Client: City of Key West
Location: Key West, FL, United States
Completion date: 2019
Artwork budget: $25,400
Project Team
Artist
Colin Selig
Public Art Agent
Liz Young
Florida Keys Council of the Arts
Overview
An oceanfront block in Key West, Florida, is transformed from a vehicle parking area into a pedestrian mall featuring five of Colin Selig’s sculptural benches.
Goals
The Southernmost House Hotel, a Victorian Mansion, partnered with The City of Key West to redevelop the 1400 block of Duvall Street, famous for being the southern most point in the US. Replacing nine diagonal parking spaces and a garbage bins is a small walking park which includes large curved planting beds, a set of concrete pads for a rotating sculpture exhibit, and five of Colin Seligās sculptural benches. Together these elements are intended to enhance pedestrian's experience on the way to the oceanfront view and jetty.
Process
The park cost nearly $1 million to construct including a sizable drainage system due to its proximity to the ocean. For the public art component Liz Young, Public Art Administrator for the City of Key Westās Art in Public Places program worked closely with her Board, Mr. Halpern the hotelier and artist Colin Selig to select five bench designs for designated locations within the park. Coral-toned colors were chosen to match the setting.
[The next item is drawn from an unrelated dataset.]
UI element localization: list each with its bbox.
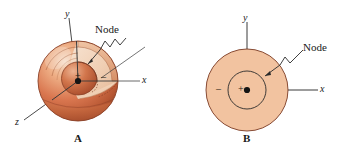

The benches were fabricated in the artist's studio by repurposing large, regionally sourced scrap steel propane tanks, which were carefully dissected and reassembled without any additional re-shaping of the material, a process with a minimal carbon footprint which produces durable objects that contain 99% post-consumer reused content. All parts were seam welded together to form a very rigid structure with no flat surfaces or pockets for water to collect. All welds and edges were sanded smooth. The benches were coated in a super durable architectural grade powder coating.